The acquisition was first announced in January 2025 with completion due by the end of that year. Financial terms have not been revealed. The acquisition was unanimously approved by the boards of both companies, and all required regulatory approvals have been obtained.

Ashley Gorakhpurwalla

Ashley Gorakhpurwalla, President, Infrastructure Solutions Group (ISG), Lenovo, said: "This acquisition strengthens Lenovo's position in enterprise storage at exactly the right moment. With Infinidat, we are significantly enhancing our enterprise storage capabilities and accelerating delivery of resilient, high-performance data infrastructure that powers AI, analytics, and mission-critical workloads."

Infinidat's focus has been on high-performance, reliable, mission-critical data serving and cyber-resilience. Regarding AI, it may be noteworthy that Infinidat is not currently an Nvidia partner in CMX terms, nor does it support GPUDirect, the protocol storage arrays use for sending data directly to GPU servers without involving their x86 host servers.

Phil Bullinger

Infinidat CEO Phil Bullinger said: "Infinidat's mission has always been to redefine enterprise storage by delivering exceptional performance, availability, cyber-resilience, and efficiency. Joining Lenovo enables us to scale that mission, accelerate R&D investments, and unlock innovative opportunities for our customers."

No mention of AI here, though Lenovo has a strong AI server business. In February, its revenues reached $22 billion, driven by AI sales, which grew 72 percent year-over-year. 

The company restructured its ISG unit to become profitable and to benefit from multi-year AI training demand and long-term AI inference growth across the CSP, enterprise, and SMB market segments. The restructuring involved a realigned cost structure, a streamlined product portfolio, staff upskilling, a strengthened sales organization, and some severance charges. 

Lenovo says Infinidat will operate as a business unit within ISG, "with a continued focus on product innovation, customer success, and global expansion. Customers and partners can expect continuity of service, expanded solutions, and deeper integration across Lenovo from the combined capabilities."

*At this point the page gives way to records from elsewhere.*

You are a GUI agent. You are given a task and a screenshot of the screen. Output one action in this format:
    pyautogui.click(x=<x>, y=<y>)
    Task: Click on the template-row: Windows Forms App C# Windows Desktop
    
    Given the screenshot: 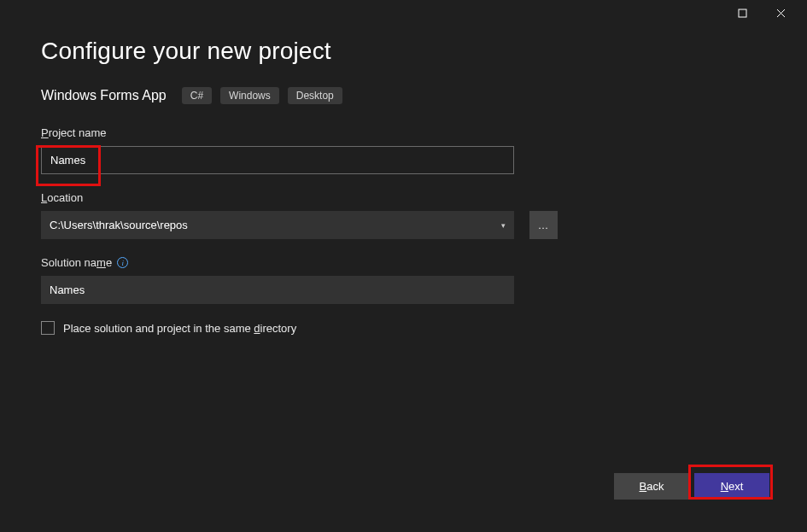 What is the action you would take?
    pyautogui.click(x=403, y=96)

We speculated about Infinidat's integration into Lenovo's storage product portfolio here, suggesting: "The obvious integration arena is software, with, initially, the two array systems being able to share data, and then, later operate under a unified management umbrella, and then have a federated data environment. This would provide cross-system visibility through unified namespace metadata/data fabric ideas and data feeds to data lakes and AI data pipelines."

Comment

Lenovo has a wonderful opportunity here as it becomes a supplier of mission-critical storage arrays, with AI driving demand in two ways. First, it is being used by the three main high-end array providers: Dell with PowerMax, IBM with its DS8000, and Infinidat to improve their internal operation and system administration facilities.

Secondly, these arrays become back-end stores for RAG, vector databases, and other analytics workloads. We are convinced they will eventually become front-end stores as well, with more direct communications to GPU servers. 

For example, we could conceive of a high-end array having a physical partition comprising an Nvidia CMX system, with internal network links between it and the rest of the array.